Nuclear colonialism, which Gómez described as “a state-sponsored occupation of indigenous homelands resulting in the displacement or elimination of indigenous peoples in favor of a nuclear economy,” is the story that Oppenheimer leaves behind. The most important distinction, per Gómez, is that the story of the making of the atomic bomb is an ongoing “structure,” not just a single event. “We continue to examine the Manhattan Project as an event, the atomic bomb-making as an event. The fact is that nuclear colonialism continues to pervade New Mexico today because we have a cradle-to-grave nuclear-industrial complex.” The state is still host to an entire chain of nuclear production: “We mine uranium here, they develop the bombs here, they test the bombs here, and they store the waste here. This massive industry that happens in New Mexico obviously brings a ton of money into the state, but that comes with lots of consequences,” Wheeler said.

There is another crucial misrepresentation of the truth in Oppenheimer: The film shows the atomic bombs being shipped off to Japan after the Trinity test, but according to Wheeler, “The bombs were already on their way to the Pacific before the Trinity test ever happened. They had already made a decision to send those bombs there and to use them regardless of what was going to happen at the Trinity test.”

But despite this miss, among others, the film does successfully depict, in a way, one reality: the United States’ pattern of incurring harm and piling up unnecessary collateral damage for false ideals. If there’s one thesis that Oppenheimer is trying to impart, it’s that the dropping of the atomic bombs was not necessary to win the war. The military had grimly accepted, from the very beginning, that it would have to “sacrifice” innocent lives for a hypothetical “gain” that only opened up a larger nuclear can of worms.

Seeing a telling of your already harrowing story bungled or effaced can feel like being wronged again—not only did you have to live through it, but now you have to spend your life convincing people that it actually happened that way, if at all. “I’m really excited about the movie for a lot of reasons, but also, I’m just disappointed that they just couldn’t carry it through and do a little bit more work.
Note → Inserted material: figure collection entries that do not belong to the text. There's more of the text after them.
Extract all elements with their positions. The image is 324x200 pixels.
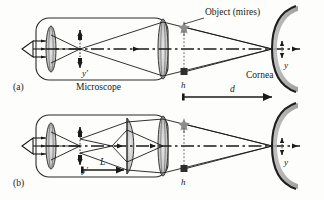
label-y-a: y: [283, 60, 288, 70]
label-cornea: Cornea: [246, 70, 274, 80]
label-y-prime-a: y′: [81, 68, 89, 78]
square-marker-a: [181, 68, 188, 75]
label-h-a: h: [181, 80, 186, 90]
label-d: d: [230, 84, 235, 94]
label-microscope: Microscope: [76, 82, 121, 92]
keratometer-diagram: y′ h y d: [0, 0, 324, 200]
label-h-b: h: [181, 177, 186, 187]
label-object-mires: Object (mires): [205, 7, 260, 18]
optics-figure: y′ h y d: [0, 0, 324, 200]
label-y-b: y: [283, 157, 288, 167]
label-L: L: [99, 157, 105, 167]
square-marker-b: [181, 165, 188, 172]
panel-tag-a: (a): [13, 82, 24, 93]
panel-tag-b: (b): [13, 178, 24, 189]
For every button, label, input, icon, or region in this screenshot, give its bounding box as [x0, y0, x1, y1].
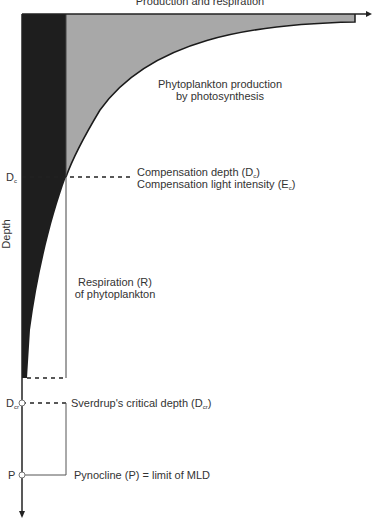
respiration-label-line2: of phytoplankton: [70, 288, 160, 300]
critical-depth-marker-icon: [19, 400, 25, 406]
x-axis-arrow-icon: [366, 11, 372, 17]
respiration-region: [22, 14, 66, 378]
compensation-light-label: Compensation light intensity (Ec): [137, 178, 295, 194]
pycnocline-label: Pynocline (P) = limit of MLD: [74, 469, 210, 481]
production-label-line2: by photosynthesis: [150, 90, 290, 102]
production-label-line1: Phytoplankton production: [150, 78, 290, 90]
y-axis-title: Depth: [0, 219, 12, 248]
critical-depth-label: Sverdrup's critical depth (Dcr): [71, 397, 211, 413]
mixed-layer-bracket: [22, 403, 66, 475]
y-axis-arrow-icon: [19, 511, 25, 518]
dcr-symbol: Dcr: [6, 397, 19, 413]
production-label: Phytoplankton production by photosynthes…: [150, 78, 290, 102]
x-axis-title: Production and respiration: [120, 0, 280, 7]
respiration-label: Respiration (R) of phytoplankton: [70, 276, 160, 300]
p-symbol: P: [8, 469, 15, 481]
dc-symbol: Dc: [6, 171, 17, 187]
pycnocline-marker-icon: [19, 472, 25, 478]
respiration-label-line1: Respiration (R): [70, 276, 160, 288]
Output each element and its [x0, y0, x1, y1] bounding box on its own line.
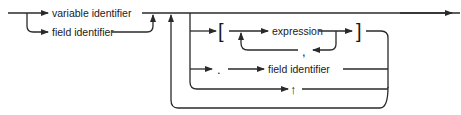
node-left-bracket: [ [218, 20, 224, 42]
node-period: . [217, 62, 221, 77]
node-up-arrow: ↑ [290, 82, 297, 97]
right-rail [366, 31, 388, 88]
node-variable-identifier: variable identifier [52, 7, 132, 19]
node-right-bracket: ] [356, 20, 362, 42]
branch-field-identifier [27, 13, 48, 32]
node-comma: , [302, 44, 306, 59]
syntax-diagram: variable identifier field identifier [ e… [0, 0, 461, 115]
node-field-identifier: field identifier [52, 26, 114, 38]
node-field-identifier-2: field identifier [268, 63, 330, 75]
node-expression: expression [272, 25, 323, 37]
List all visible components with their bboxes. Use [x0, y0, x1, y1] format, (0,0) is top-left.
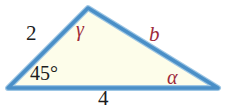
side-label-b: b: [149, 24, 160, 45]
angle-label-left: 45°: [30, 63, 58, 83]
angle-label-gamma: γ: [76, 19, 84, 39]
side-label-bottom: 4: [98, 88, 109, 108]
triangle-shape: [0, 0, 231, 108]
angle-label-alpha: α: [167, 67, 178, 87]
side-label-left: 2: [26, 23, 37, 44]
triangle-figure: 2 45° 4 γ b α: [0, 0, 231, 108]
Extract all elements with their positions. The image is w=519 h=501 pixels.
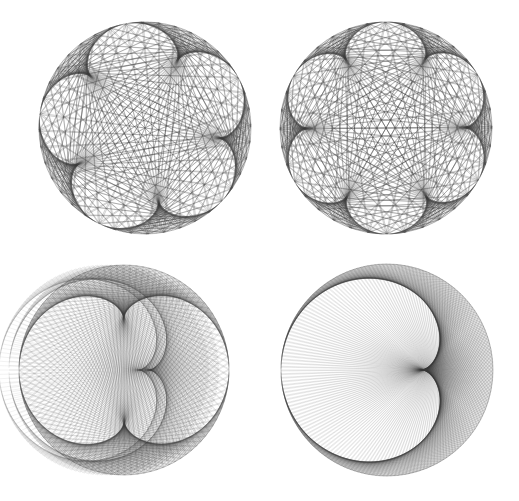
chord-lines (280, 22, 492, 234)
pattern-top-left (0, 0, 260, 250)
pattern-bottom-right (260, 250, 519, 501)
string-art-svg (260, 250, 519, 501)
pattern-bottom-left (0, 250, 260, 501)
string-art-svg (0, 250, 260, 501)
string-art-svg (260, 0, 519, 250)
chord-lines (281, 264, 493, 476)
pattern-top-right (260, 0, 519, 250)
chord-lines (39, 22, 251, 234)
string-art-svg (0, 0, 260, 250)
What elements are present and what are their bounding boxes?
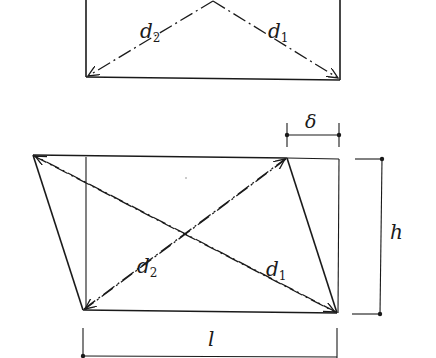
h-label: h [390,220,403,244]
h-dimension: h [352,157,403,316]
speck [185,177,187,179]
top-bottom-edge [86,77,340,80]
top-label-d1: d1 [268,19,288,45]
delta-dimension: δ [285,110,341,147]
delta-label: δ [305,110,316,132]
bottom-label-d2: d2 [137,254,157,280]
top-diagram: d2 d1 [86,0,340,80]
l-dimension: l [81,327,337,358]
bottom-diagram: d2 d1 δ h l [33,110,403,358]
parallelogram-left-edge [33,155,83,310]
original-top-right-segment [287,158,339,159]
diagonal-d2-arrow-to-bottom-left [85,159,286,309]
parallelogram-right-edge [287,158,337,313]
l-label: l [208,327,214,351]
parallelogram-top-edge [33,155,287,158]
top-label-d2: d2 [140,19,160,45]
bottom-label-d1: d1 [266,257,286,283]
original-right-edge [338,159,339,313]
parallelogram-bottom-edge [83,310,337,313]
shear-diagram: d2 d1 d2 d1 [0,0,436,358]
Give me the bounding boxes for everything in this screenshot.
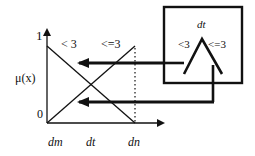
y-axis-label-text: μ(x) [15,71,35,85]
membership-diagram: 1 0 μ(x) dm dt dn < 3 <=3 dt <3 <=3 [0,0,255,156]
x-tick-dt: dt [86,135,96,149]
node-title: dt [197,18,207,30]
x-tick-dn: dn [128,135,140,149]
y-tick-bottom: 0 [37,107,43,121]
descending-curve-label: < 3 [61,37,77,51]
node-left-label: <3 [178,38,190,50]
y-axis-label: μ(x) [15,71,35,85]
x-tick-dm: dm [48,135,63,149]
ascending-curve-label: <=3 [101,37,121,51]
node-right-label: <=3 [208,38,226,50]
y-tick-top: 1 [36,28,43,43]
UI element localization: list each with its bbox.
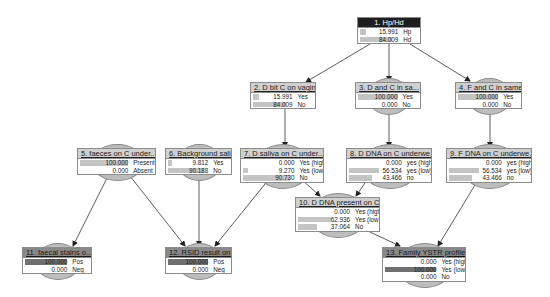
probability-bar: [349, 168, 379, 174]
node-title[interactable]: 6. Background sali...: [166, 149, 231, 159]
node-6[interactable]: 6. Background sali...9.812Yes90.188No: [165, 148, 232, 175]
state-value: 9.812: [192, 159, 208, 167]
state-value: 100.000: [375, 93, 398, 101]
state-value: 37.064: [331, 223, 350, 231]
state-row[interactable]: 90.730No: [241, 174, 323, 182]
state-label: Yes: [213, 159, 223, 167]
node-2[interactable]: 2. D bit C on vagina15.991Yes84.009No: [250, 82, 316, 109]
state-value: 0.000: [482, 101, 498, 109]
node-monitor-box: 6. Background sali...9.812Yes90.188No: [165, 148, 232, 175]
state-label: Neg: [213, 266, 225, 274]
node-monitor-box: 3. D and C in sa...100.000Yes0.000No: [355, 82, 421, 109]
state-value: 100.000: [44, 258, 67, 266]
node-title[interactable]: 10. D DNA present on C ...: [296, 198, 379, 208]
state-row[interactable]: 0.000No: [383, 273, 465, 281]
state-row[interactable]: 15.991Hp: [358, 28, 420, 36]
state-row[interactable]: 0.000Neg: [23, 266, 91, 274]
state-label: no: [407, 174, 414, 182]
state-row[interactable]: 84.009Hd: [358, 36, 420, 44]
node-title[interactable]: 1. Hp/Hd: [358, 18, 420, 28]
state-row[interactable]: 0.000Absent: [78, 167, 155, 175]
node-title[interactable]: 7. D saliva on C under...: [241, 149, 323, 159]
probability-bar: [360, 29, 366, 35]
probability-bar: [253, 94, 259, 100]
state-label: no: [507, 174, 514, 182]
node-4[interactable]: 4. F and C in same...100.000Yes0.000No: [455, 82, 522, 109]
state-value: 0.000: [334, 208, 350, 216]
state-row[interactable]: 15.991Yes: [251, 93, 315, 101]
state-row[interactable]: 9.270Yes (low): [241, 167, 323, 175]
node-10[interactable]: 10. D DNA present on C ...0.000Yes (high…: [295, 197, 380, 232]
state-value: 15.991: [379, 28, 398, 36]
state-value: 0.000: [386, 159, 402, 167]
node-5[interactable]: 5. faeces on C under...100.000Present0.0…: [77, 148, 156, 175]
state-row[interactable]: 56.534yes (low): [447, 167, 531, 175]
node-3[interactable]: 3. D and C in sa...100.000Yes0.000No: [355, 82, 421, 109]
state-label: yes (high): [507, 159, 532, 167]
state-label: No: [503, 101, 511, 109]
node-title[interactable]: 11. faecal stains o...: [23, 248, 91, 258]
state-value: 43.466: [483, 174, 502, 182]
state-row[interactable]: 9.812Yes: [166, 159, 231, 167]
state-row[interactable]: 100.000Pos: [166, 258, 231, 266]
state-row[interactable]: 0.000No: [456, 101, 521, 109]
edge-9-to-13: [438, 180, 478, 246]
node-title[interactable]: 4. F and C in same...: [456, 83, 521, 93]
state-row[interactable]: 90.188No: [166, 167, 231, 175]
node-title[interactable]: 9. F DNA on C underwe...: [447, 149, 531, 159]
state-row[interactable]: 84.009No: [251, 101, 315, 109]
node-8[interactable]: 8. D DNA on C underwe...0.000yes (high)5…: [346, 148, 432, 183]
node-title[interactable]: 8. D DNA on C underwe...: [347, 149, 431, 159]
node-11[interactable]: 11. faecal stains o...100.000Pos0.000Neg: [22, 247, 92, 274]
state-label: Yes (low): [299, 167, 324, 175]
node-title[interactable]: 2. D bit C on vagina: [251, 83, 315, 93]
state-value: 84.009: [273, 101, 292, 109]
state-row[interactable]: 0.000Yes (high): [296, 208, 379, 216]
node-1[interactable]: 1. Hp/Hd15.991Hp84.009Hd: [357, 17, 421, 44]
state-row[interactable]: 100.000Yes (low): [383, 266, 465, 274]
state-row[interactable]: 100.000Present: [78, 159, 155, 167]
node-monitor-box: 5. faeces on C under...100.000Present0.0…: [77, 148, 156, 175]
edge-1-to-4: [410, 44, 470, 81]
state-label: yes (low): [507, 167, 532, 175]
state-row[interactable]: 43.466no: [447, 174, 531, 182]
node-title[interactable]: 5. faeces on C under...: [78, 149, 155, 159]
state-row[interactable]: 0.000Yes (high): [383, 258, 465, 266]
node-title[interactable]: 13. Family YSTR profile: [383, 248, 465, 258]
edge-5-to-12: [130, 176, 185, 246]
probability-bar: [168, 160, 172, 166]
state-label: Yes (high): [355, 208, 380, 216]
node-title[interactable]: 3. D and C in sa...: [356, 83, 420, 93]
node-7[interactable]: 7. D saliva on C under...0.000Yes (high)…: [240, 148, 324, 183]
state-label: No: [403, 101, 411, 109]
node-9[interactable]: 9. F DNA on C underwe...0.000yes (high)5…: [446, 148, 532, 183]
node-monitor-box: 7. D saliva on C under...0.000Yes (high)…: [240, 148, 324, 183]
state-value: 56.534: [483, 167, 502, 175]
state-label: Yes: [503, 93, 513, 101]
state-value: 0.000: [382, 101, 398, 109]
node-title[interactable]: 12. RSID result on...: [166, 248, 231, 258]
state-row[interactable]: 62.936Yes (low): [296, 216, 379, 224]
edge-7-to-12: [215, 179, 269, 246]
state-row[interactable]: 100.000Yes: [356, 93, 420, 101]
state-row[interactable]: 0.000Neg: [166, 266, 231, 274]
state-label: Hp: [403, 28, 411, 36]
state-row[interactable]: 100.000Yes: [456, 93, 521, 101]
state-label: Pos: [72, 258, 83, 266]
state-row[interactable]: 0.000No: [356, 101, 420, 109]
state-row[interactable]: 43.466no: [347, 174, 431, 182]
node-12[interactable]: 12. RSID result on...100.000Pos0.000Neg: [165, 247, 232, 274]
state-label: No: [441, 273, 449, 281]
state-row[interactable]: 37.064No: [296, 223, 379, 231]
state-row[interactable]: 56.534yes (low): [347, 167, 431, 175]
node-13[interactable]: 13. Family YSTR profile0.000Yes (high)10…: [382, 247, 466, 282]
state-value: 56.534: [383, 167, 402, 175]
state-row[interactable]: 0.000yes (high): [447, 159, 531, 167]
state-value: 62.936: [331, 216, 350, 224]
state-value: 0.000: [421, 273, 437, 281]
state-row[interactable]: 0.000yes (high): [347, 159, 431, 167]
state-row[interactable]: 100.000Pos: [23, 258, 91, 266]
state-row[interactable]: 0.000Yes (high): [241, 159, 323, 167]
state-value: 84.009: [379, 36, 398, 44]
state-label: Absent: [133, 167, 153, 175]
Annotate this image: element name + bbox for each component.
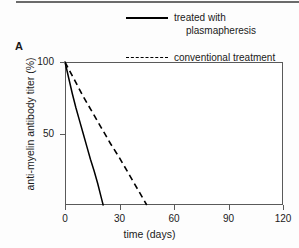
x-tick-label: 60 bbox=[161, 213, 187, 224]
legend-label-plasmapheresis-line1: treated with bbox=[174, 11, 226, 24]
x-tick-mark bbox=[65, 205, 66, 210]
chart-legend: treated with plasmapheresis conventional… bbox=[126, 11, 296, 64]
panel-label: A bbox=[15, 40, 23, 52]
x-tick-mark bbox=[283, 205, 284, 210]
x-tick-label: 120 bbox=[270, 213, 296, 224]
legend-solid-line-icon bbox=[126, 17, 168, 19]
legend-item-plasmapheresis-cont: plasmapheresis bbox=[126, 24, 296, 37]
top-divider-rule bbox=[16, 1, 299, 3]
x-axis-title-text: time (days) bbox=[124, 228, 176, 240]
y-tick-mark bbox=[60, 134, 65, 135]
x-tick-label: 90 bbox=[216, 213, 242, 224]
series-line-conventional bbox=[65, 62, 147, 205]
y-tick-mark bbox=[60, 62, 65, 63]
legend-label-plasmapheresis-line2: plasmapheresis bbox=[186, 24, 256, 37]
series-line-plasmapheresis bbox=[65, 62, 103, 205]
y-axis-title: anti-myelin antibody titer (%) bbox=[24, 49, 36, 199]
x-tick-mark bbox=[174, 205, 175, 210]
legend-item-plasmapheresis: treated with bbox=[126, 11, 296, 24]
x-tick-label: 0 bbox=[52, 213, 78, 224]
x-axis-title: time (days) bbox=[0, 228, 299, 240]
plot-canvas bbox=[65, 62, 283, 205]
x-tick-mark bbox=[229, 205, 230, 210]
x-tick-mark bbox=[120, 205, 121, 210]
x-tick-label: 30 bbox=[107, 213, 133, 224]
figure-panel: A treated with plasmapheresis convention… bbox=[0, 0, 299, 248]
y-axis-title-text: anti-myelin antibody titer (%) bbox=[24, 57, 36, 190]
legend-dashed-line-icon bbox=[126, 57, 168, 58]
It’s half a history,” Gómez lamented. But, as much as it might hurt to be left out of a film like Oppenheimer, such large-scale depictions of what happened in New Mexico are still opportunities for the people of Trinity and Los Alamos to tell their own stories. “People think, Oh, this movie sucks. I’m not gonna see it. I’m like, No, this is great, because what’s gonna happen is people are gonna Google ‘Trinity’ and ‘Manhattan Project in New Mexico’ and what’s gonna come up?” Gomez posits. There are other cultural products out there to be discovered by Oppenheimer viewers: works like Lois Lipman’s upcoming documentary film First We Bombed New Mexico, and the 2005 Peter Sellars and John Adams opera Doctor Atomic, which incorporated local downwinders for a 2018 revival run in Santa Fe, New Mexico.

Wheeler’s biggest worry isn’t necessarily that no one will hear the story of the downwinders and the Los Alamos community—his fear is that we will fall into the trap Hollywood is great at ensnaring us in. “When you see that film Oppenheimer and you see how much they’re putting on Cillian Murphy’s face in terms of regret for destruction of the world, it’s not on one guy’s shoulders,” he said. “That’s the problem: If we think it’s on one guy’s shoulders, that alleviates the rest of us from having to feel guilty about our part in it. American culture allows us to continually overlook marginalized communities, discriminate against marginalized communities, destroy those communities, under the guise of scientific advancement or economic advancement.” It’s a story we all know, whether it’s the freeways bisecting underserved city neighborhoods, the nonconsensual medical testing of Black males as part of the Tuskegee Study, or the condemnation of the Black-owned Bruce’s Beach under eminent domain. As Wheeler said, “In any number of different great projects that have made America, there is almost always a marginal community that is being destroyed. And the Manhattan Project and the Trinity Test is just one more example of that.”